On June 29, some 70 members of the 2017 Project TRUE team joined for a photo outside of Keating Hall on Fordham’s Rose Hill campus to mark the beginning of a seven-week program.

Funded by the National Science Foundation, Fordham University, and the Wildlife Conservation Society, the program consists of both a social science research study and a youth development program. Members are chosen from New York city area high schools, and tutors are supplied by the University.

“We are taking the kids out of the classroom and putting them into nature. They are able to see the complexity between nature and human behavior through Project True and we hope that that will get them thinking about how everything is intertwined and how the decisions they make are connected to so many other things,” said program director Jason Aloisio.

This year, its participants include 50 high school students (coming from all boroughs of New York City as well as Long Island, Westchester, and New Jersey), 13 Fordham undergraduate students, and three graduate students from Fordham’s biology department. They will conduct research all around New York City, working heavily with teams that are stationed at the Prospect Park Zoo, Central Park Zoo, and the Bronx Zoo.

Lexie Neffinger, an undergraduate senior and environmental science major at Fordham College at Rose Hill, saw many benefits in joining Project TRUE for the younger students, as well as herself.

“I wanted to jump into the field aspect of research, since I’ve mostly been doing research in the lab,” she said. “I think it’s great for New York City kids [to]see the intricate and really diverse green spaces that actually exist in the city. It’s not something that should be foreign to them, because they are here.”

Michael Romero, a junior at Cardinal Spellman High School in the Bronx, was excited for his future endeavors with Project TRUE.

“It’s as a great opportunity to learn and see how things work, especially in ecology. With the research I do here, I hope to contribute to society [and]to the science world.”

At the end of their seven weeks, the students will present their research at the annual Bronx Science Consortium Poster Symposium, hosted at the Bronx Zoo on Sept. 27.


**Exercise goal:**
An exact copy of every entry is needed, without any of the pictures.

Content starts

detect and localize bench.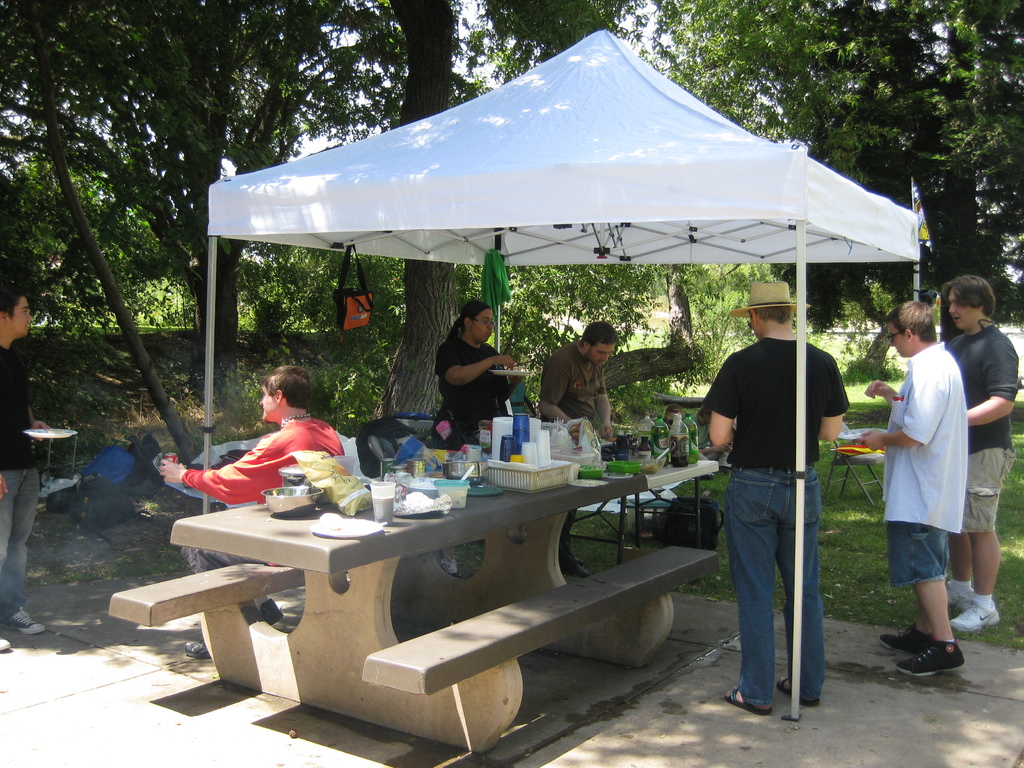
Localized at {"left": 363, "top": 545, "right": 718, "bottom": 752}.
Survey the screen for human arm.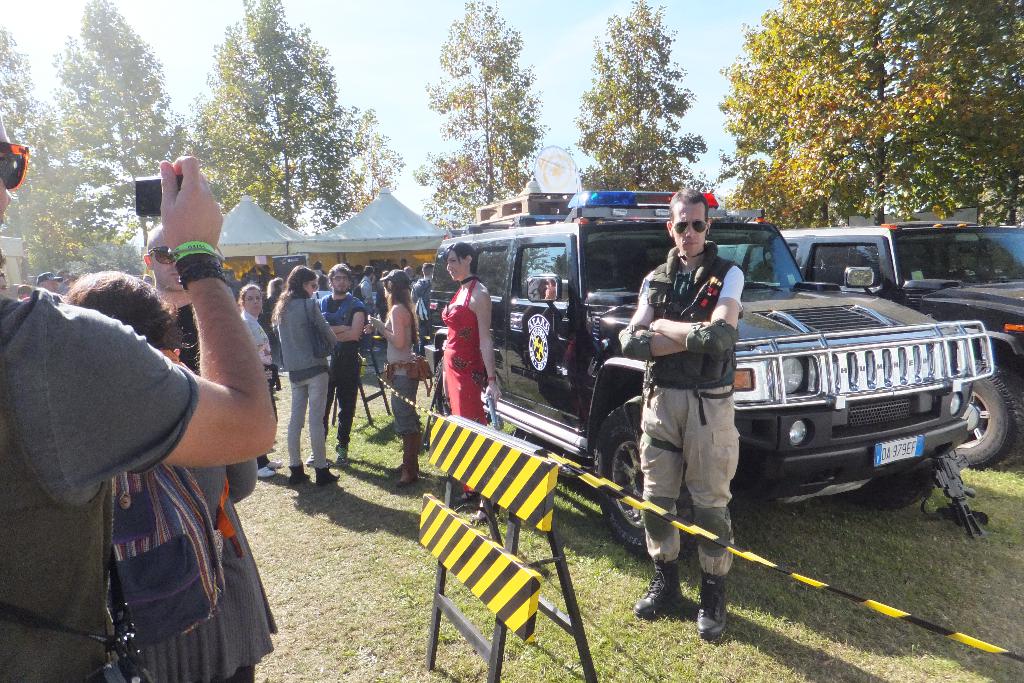
Survey found: bbox(619, 262, 692, 353).
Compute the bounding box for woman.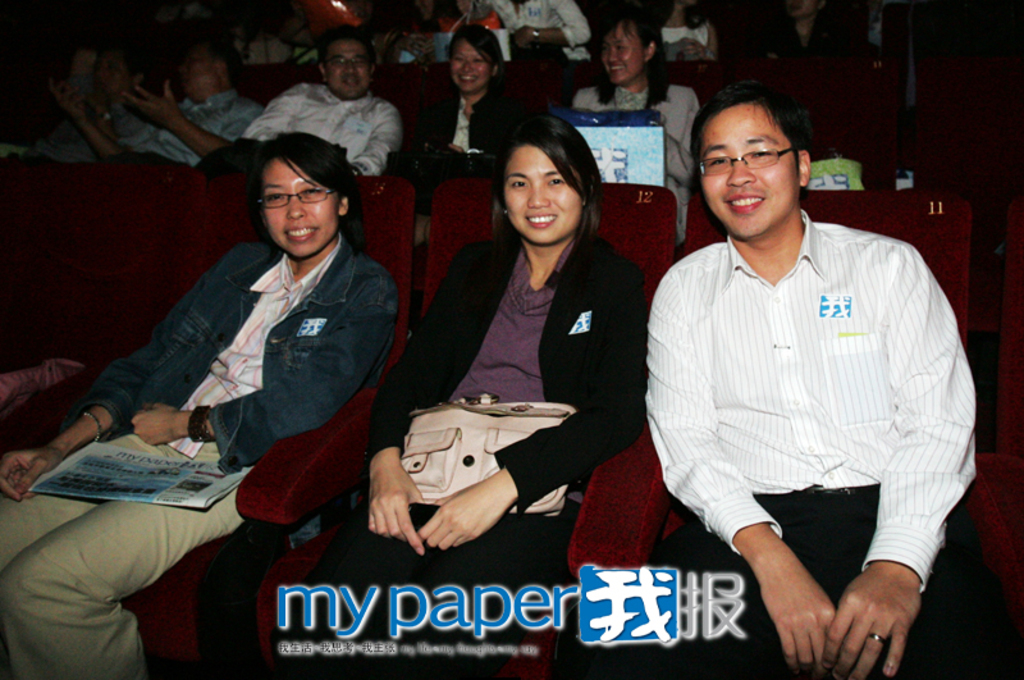
(568,17,704,242).
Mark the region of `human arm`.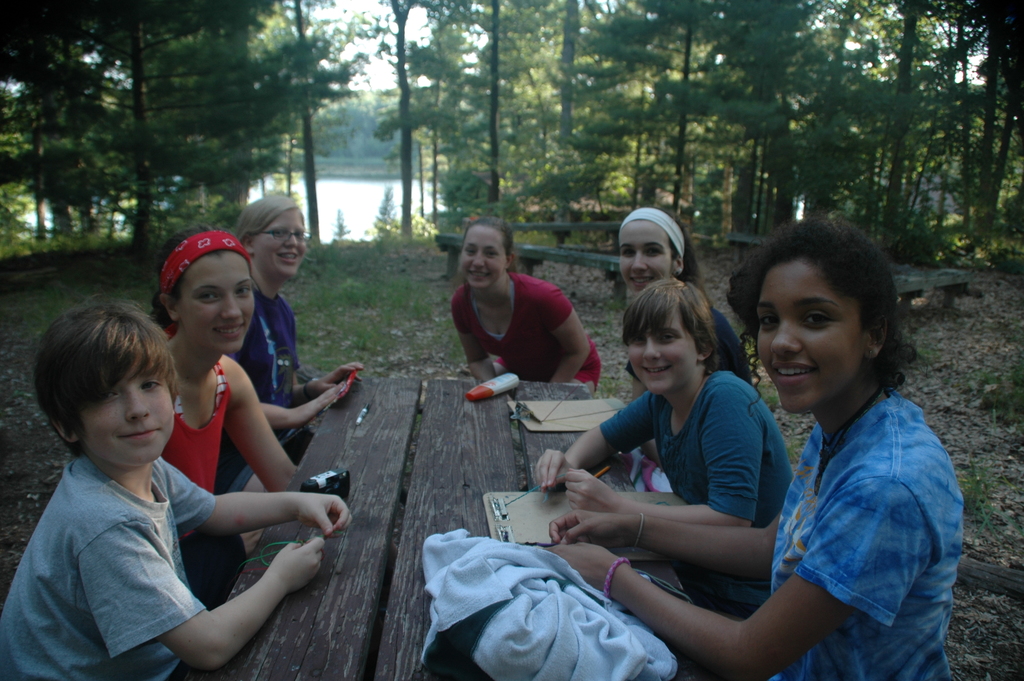
Region: <box>99,538,325,672</box>.
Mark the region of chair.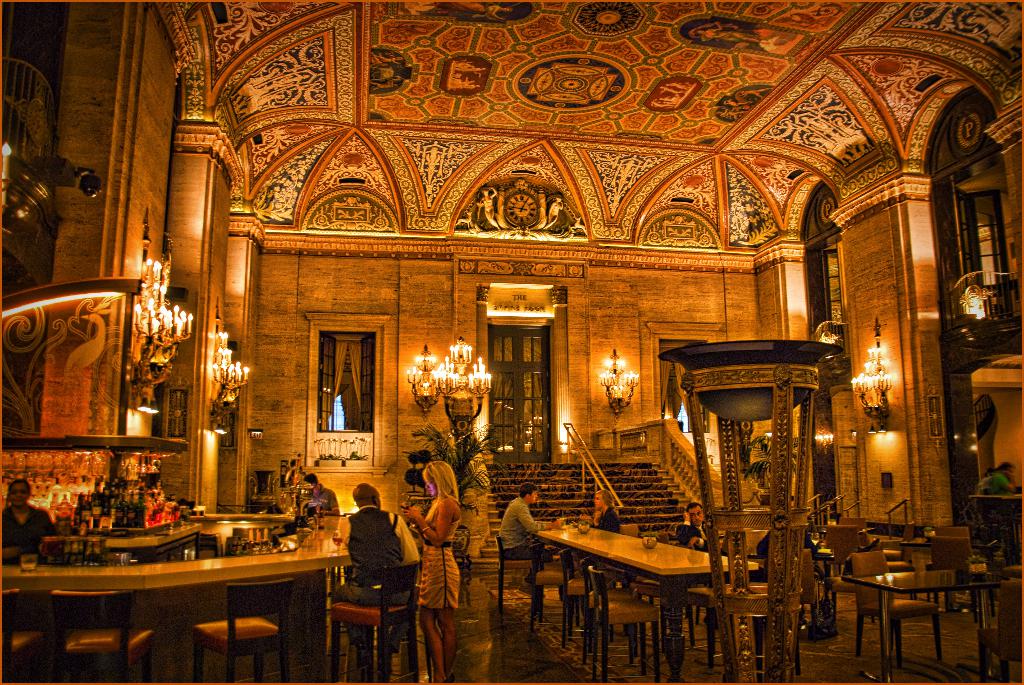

Content ends

**Solution to the problem:**
detect and localize bench.
Localized at {"left": 363, "top": 545, "right": 718, "bottom": 752}.
Survey the screen for human arm.
Survey found: bbox(619, 262, 692, 353).
Compute the bounding box for woman.
(568,17,704,242).
Mark the region of `human arm`.
Region: <box>99,538,325,672</box>.
Mark the region of chair.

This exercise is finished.